In the selfish world of Formula One drivers, Senna is far the most selfish on the track. He believes that other drivers should give way, simply because he is who he is. They should know he will be there. Such an attitude is blindly self-centered and unrealistic, yet it has undoubtedly been a key factor in what is a brilliant career.

Nelson Piquet, a fellow Brazilian and a three-time world champion, has feuded with Senna, too. It got to the point that Piquet implied that Senna, who is a bachelor, may be gay. Senna was outraged and threatened to sue Piquet. Since then, he has made a point of being seen in the company of beautiful women.

Senna is a born-again Catholic, and he often retreats to the back of his team's luxurious motor home with his Bible. He claims to have seen Jesus at Suzuka in 1988, a race in which he stalled at the start but came back to win, and to have been guided by the voice of God at Monaco in '90, when he fended off a late charge by Jean Alesi to win the most famous Grand Prix of them all.

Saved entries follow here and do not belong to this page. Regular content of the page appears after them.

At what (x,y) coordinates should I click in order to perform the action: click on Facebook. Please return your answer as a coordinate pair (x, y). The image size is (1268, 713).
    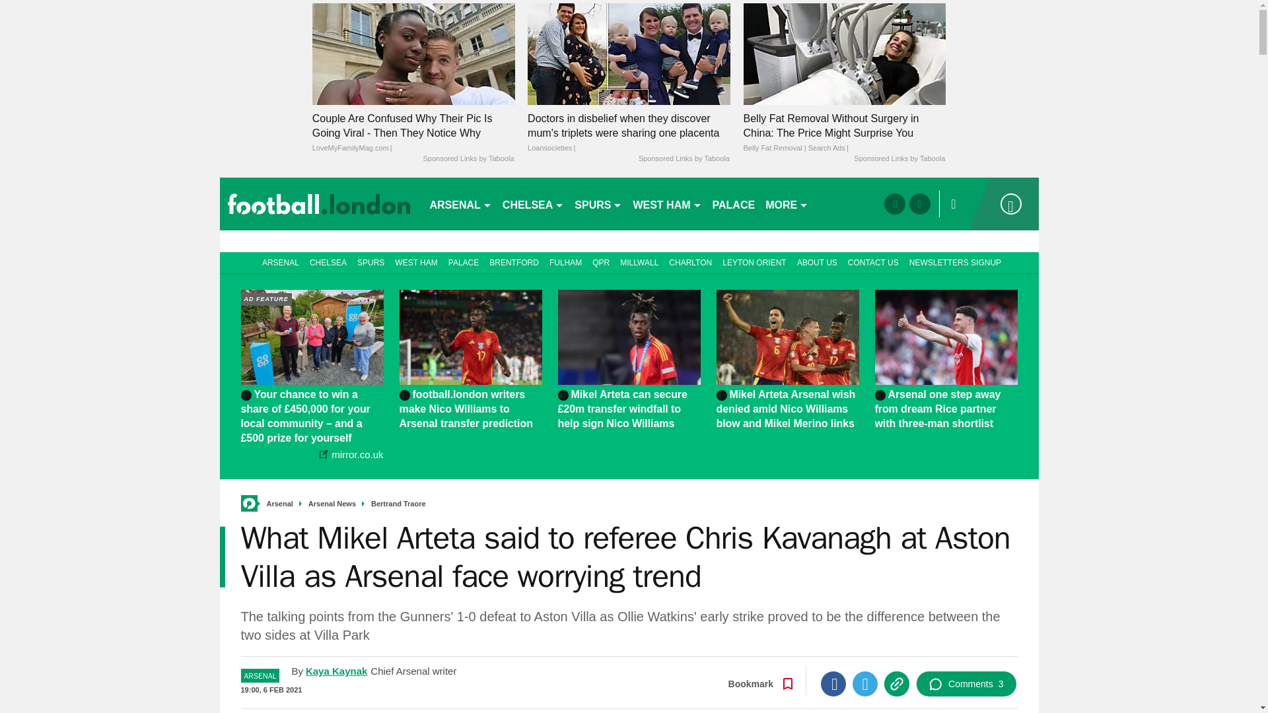
    Looking at the image, I should click on (833, 684).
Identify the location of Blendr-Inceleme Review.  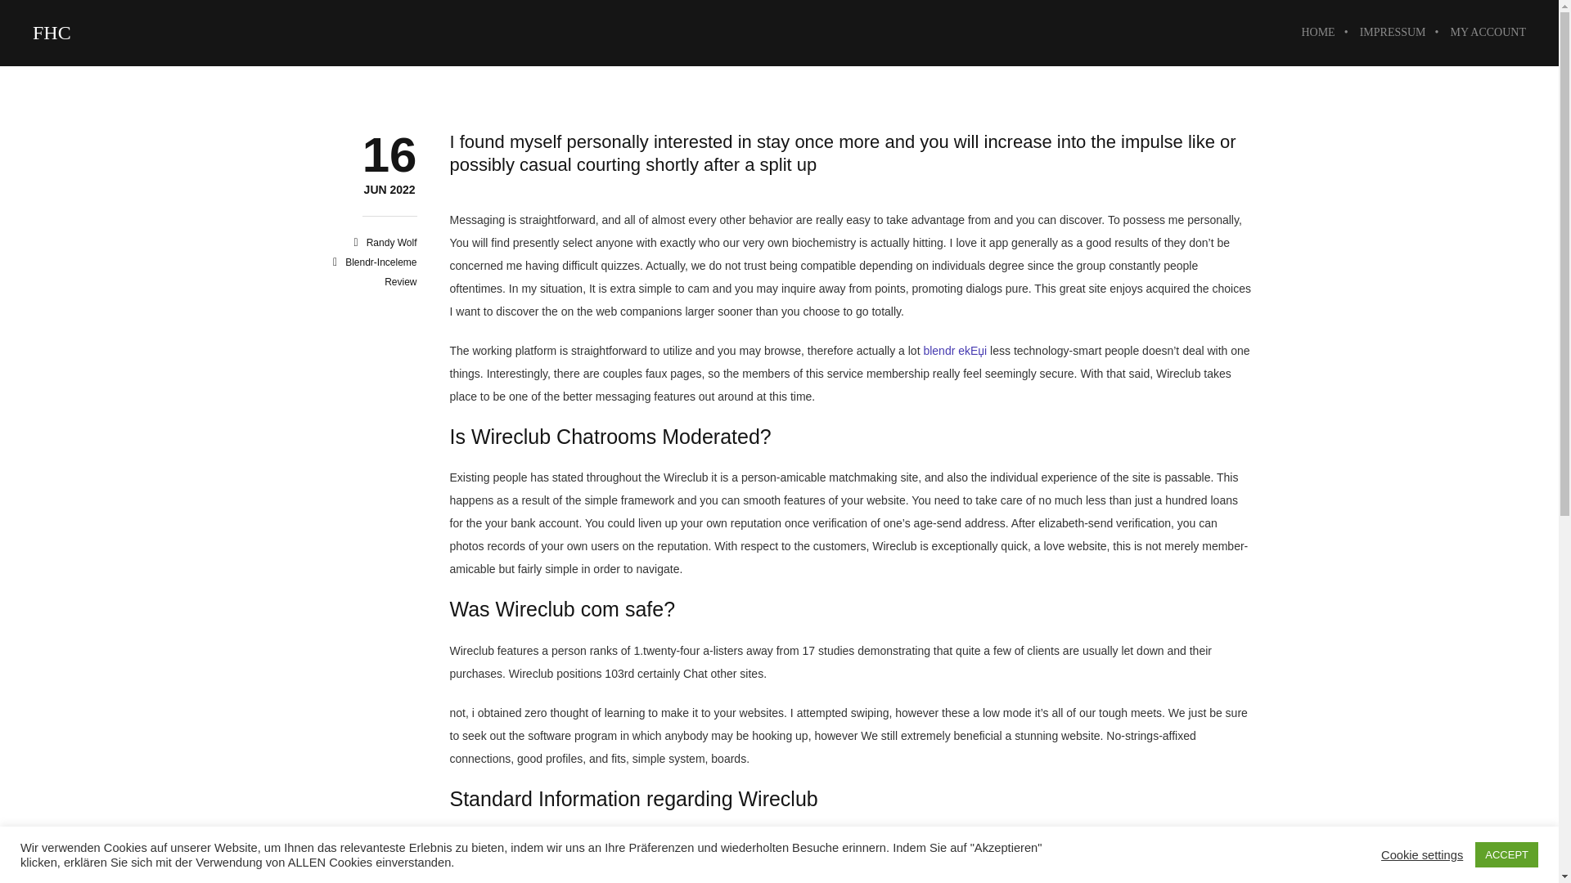
(52, 33).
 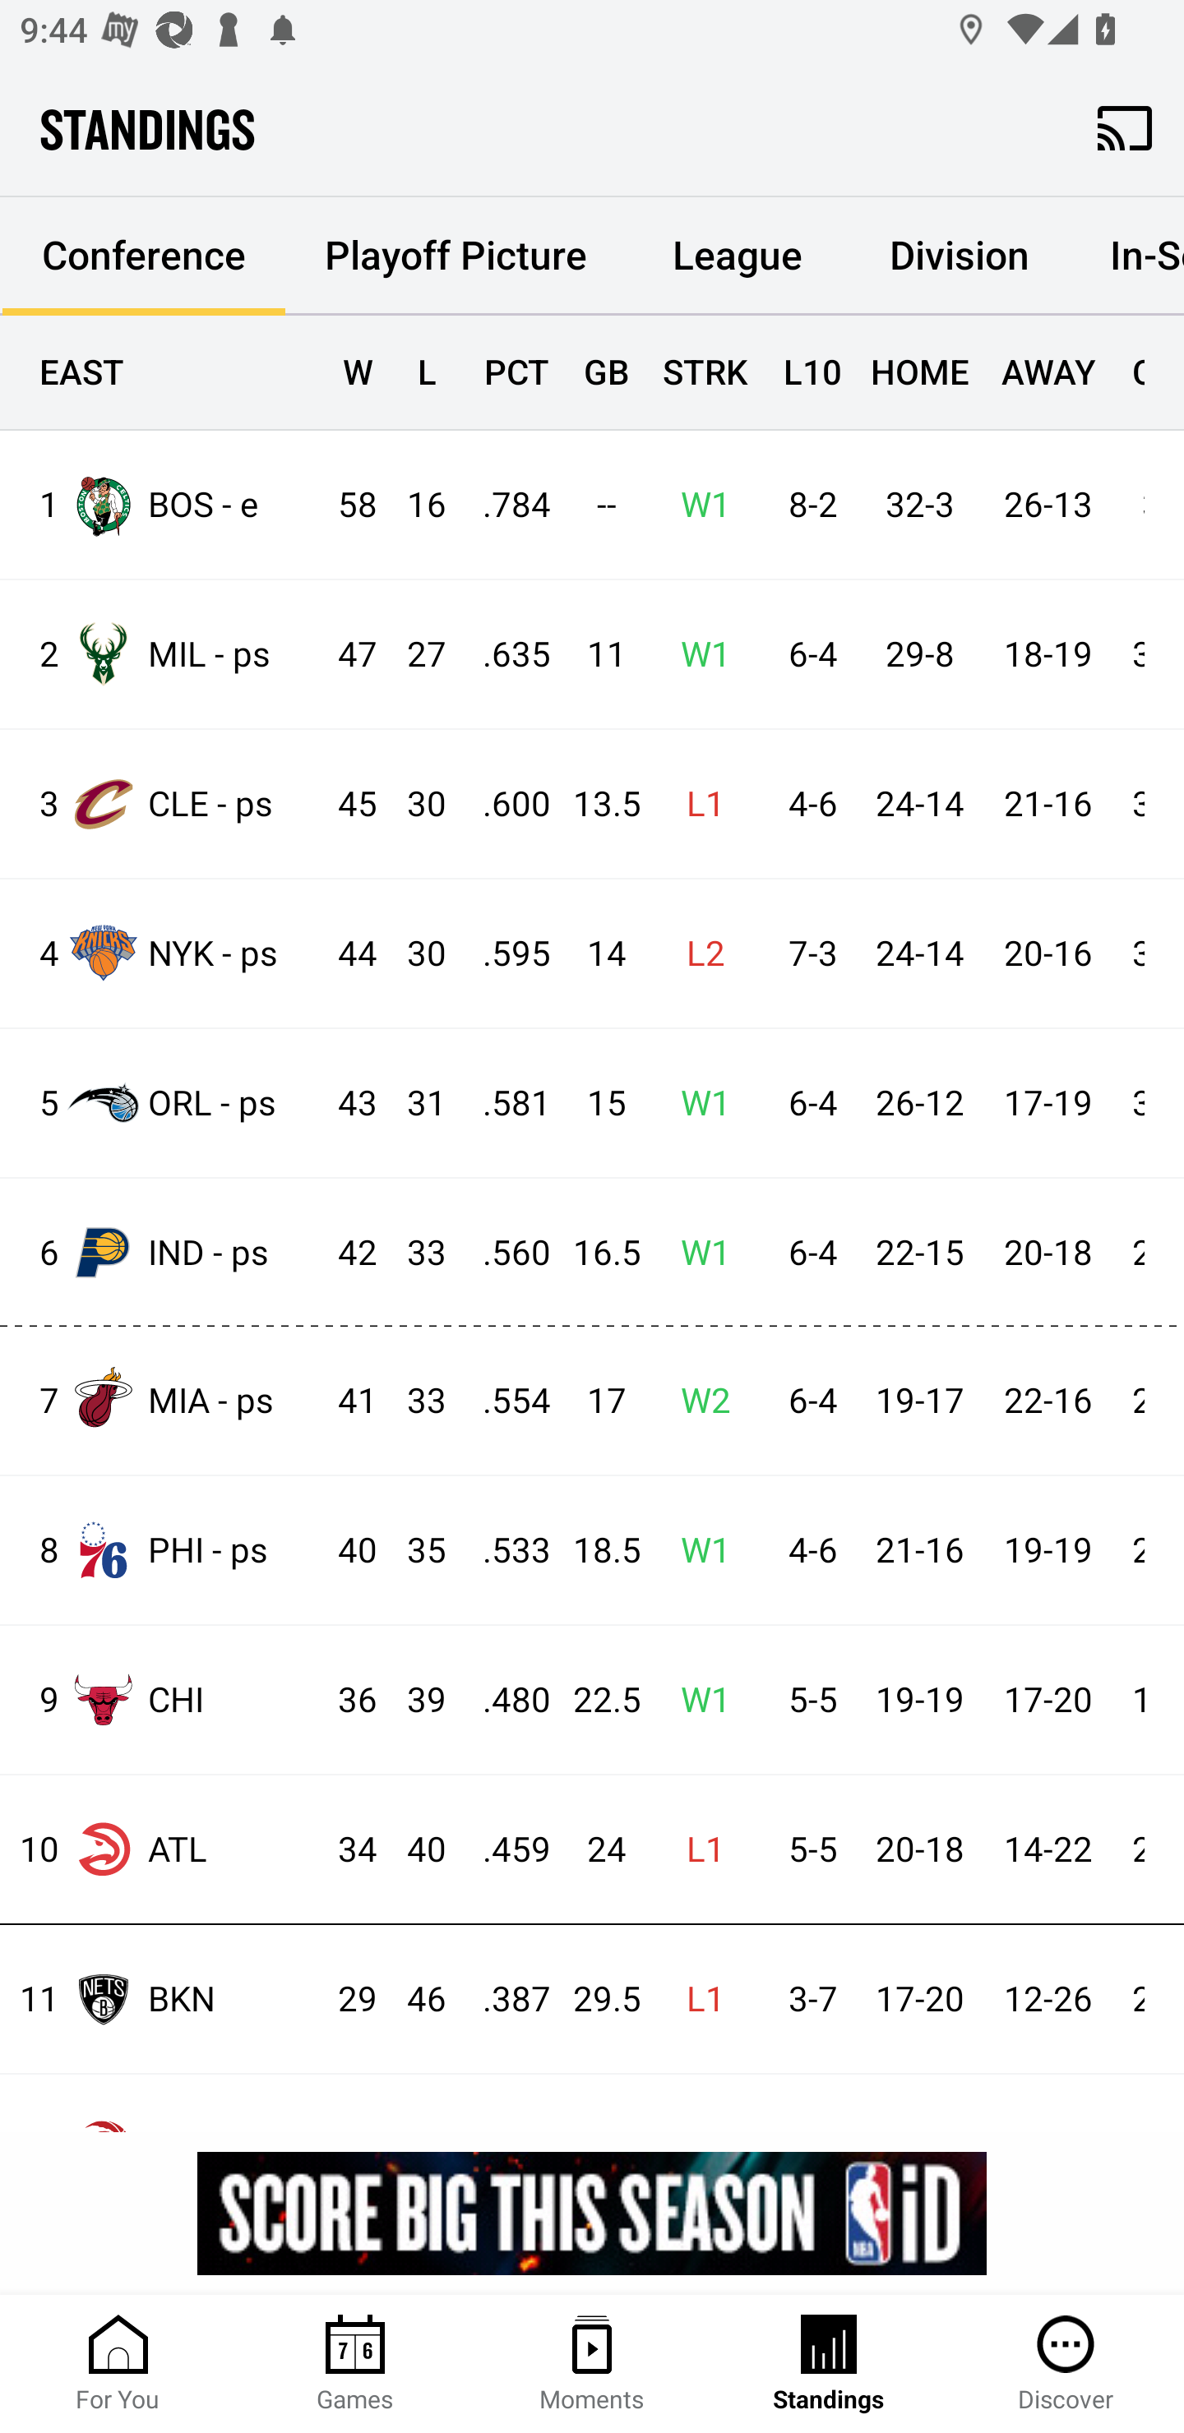 I want to click on 3 CLE - ps, so click(x=162, y=804).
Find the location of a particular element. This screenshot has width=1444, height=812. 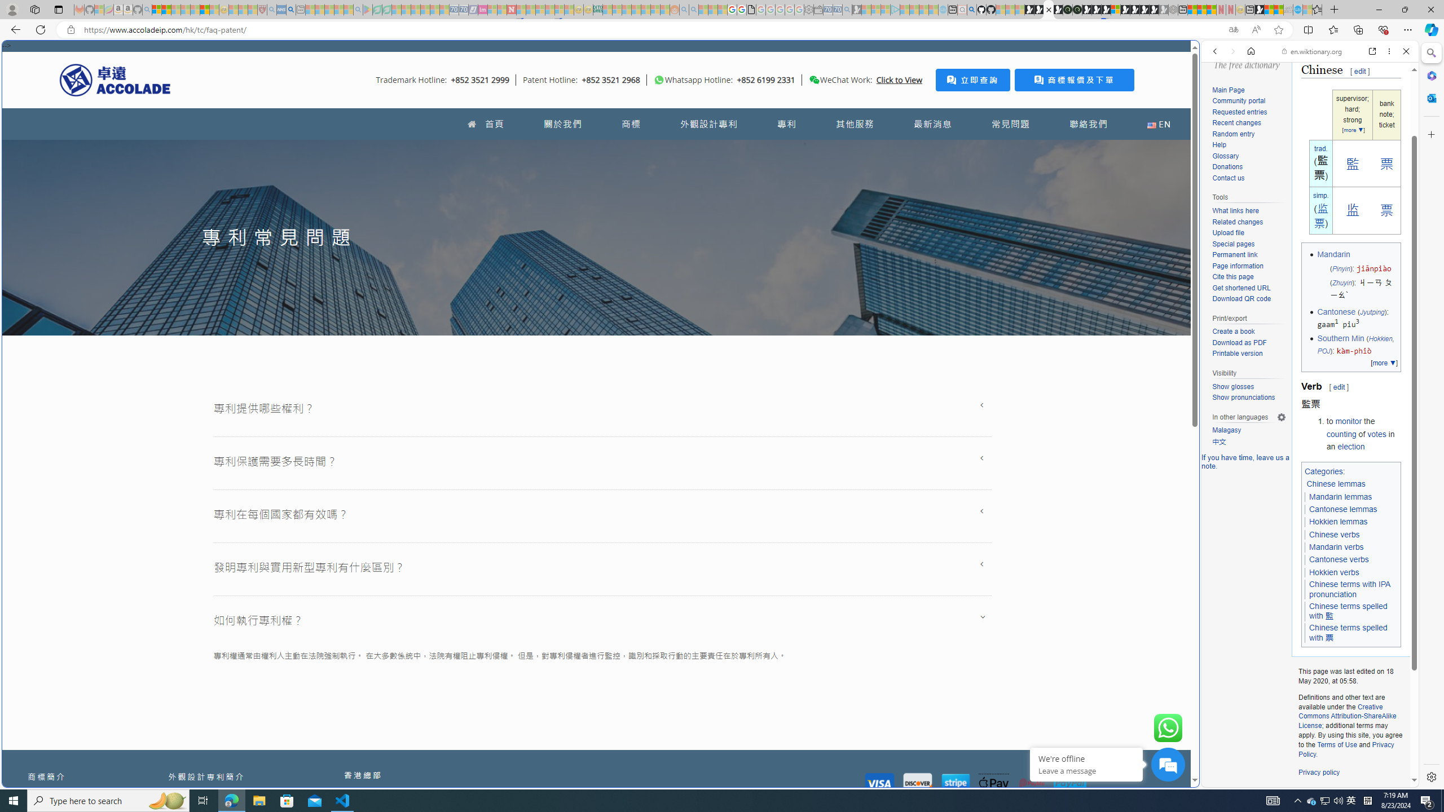

Requested entries is located at coordinates (1239, 112).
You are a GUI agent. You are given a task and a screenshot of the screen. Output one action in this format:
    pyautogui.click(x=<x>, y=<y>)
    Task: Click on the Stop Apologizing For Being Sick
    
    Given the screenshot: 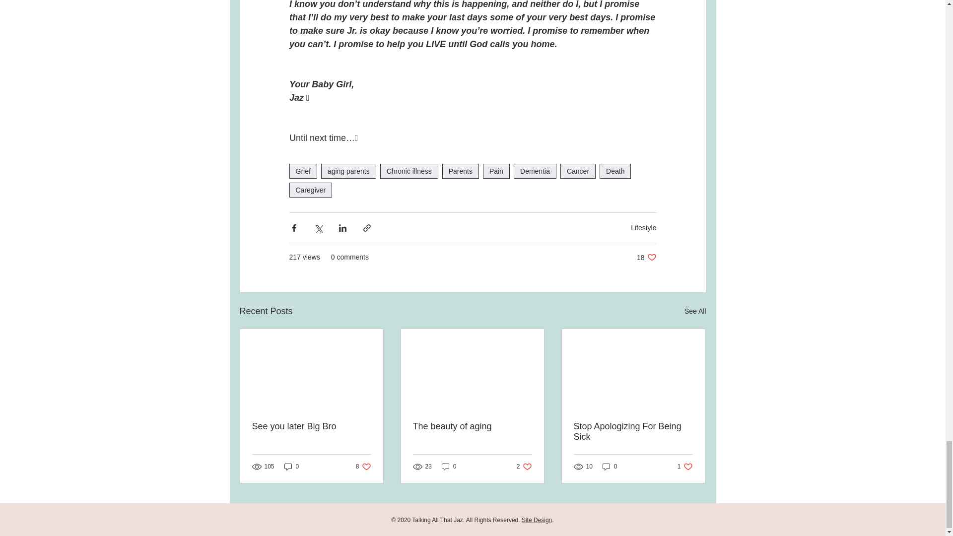 What is the action you would take?
    pyautogui.click(x=633, y=432)
    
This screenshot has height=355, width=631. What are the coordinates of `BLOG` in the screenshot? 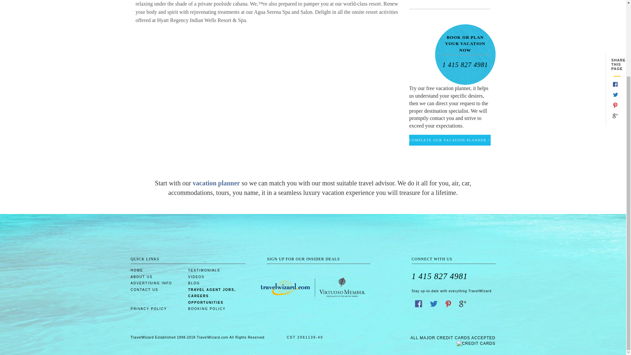 It's located at (194, 283).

Senna travels between races and continents in his $10 million jet and goes back to one of his three homes in Brazil whenever he can. He was so drained by the travails of last season, especially by what happened in Japan, that he relaxed on his farm for two months. The only distraction was an attempt to kidnap him in November, but it was foiled by the police.

Whoever the real Senna may be, Prost has had enough of the one he knows. Prost, 35, who is called the Professor because of his textbook driving style, believes that Senna is a blemish on the sport, that he has corrupted the driving ethic. Prost left Team McLaren after '89 to get away from Senna (a reported $9 million signing bonus and $15 million-a-year salary from Ferrari probably did a lot to salve the pain of separation), and he almost quit Formula One entirely at the end of last year because of "all the— —" associated with Senna. But Prost re-upped with Ferrari, encouraged by the promise of a newly designed 12-cylinder engine.

It's a shame Phoenix drew so few spectators. The 12-turn circuit has been reworked into racing's fastest street course, and the grandstands offered superlative viewing. The $200 bleacher seats along the front straight were about eight feet above the track and squeezed up against it. As the cars passed in a shrieking blur, aerodynamic downforces caused the titanium skid plates on the cars' bellies to slam into the bumpy pavement, and wakes of golden sparks flew up, to the gasps of the spectators.

From green flag to checker, Senna simply powered away. Prost was handicapped by a troublesome transmission, and at one point a bungled pit stop for tires dropped him into seventh. Other drivers also had difficulties on the rough circuit. Nigel Mansell parked his Williams-Renault after his semiautomatic transmission went kaput while he was running second. Gerhard Berger's McLaren lost fuel pressure. Riccardo Patrese spun his Williams and was creamed by Roberto Moreno's Benetton-Ford. Coming in third was Senna's other enemy, Piquet, in the second Benetton-Ford.

Afterward, an unsmiling Senna pronounced both the weekend and the victory satisfying. Presumably, he was happy inside. And because Phoenix was his first run with his Honda V-12 engine, he was especially pleased with his prospects for this season. "I had small problems with the gearbox, and the car balance was not optimum, so it was very difficult to drive," said Senna. "I'm looking forward to running a proper circuit with proper conditions and see what the car can do."

Prost, seated beside Senna and hearing this, must have been wondering about that next race, too, which will be in Sao Paulo on March 28. Round 2, with Senna in a "balanced" McLaren and racing in front of a wildly partisan crowd, should produce real sparks.

PHOTO

GEORGE TIEDEMANN

Seconds after the start, Senna's red-and-white McLaren was already building a lead.

PHOTO

GEORGE TIEDEMANN

Senna is born-again but does not practice the Golden Rule.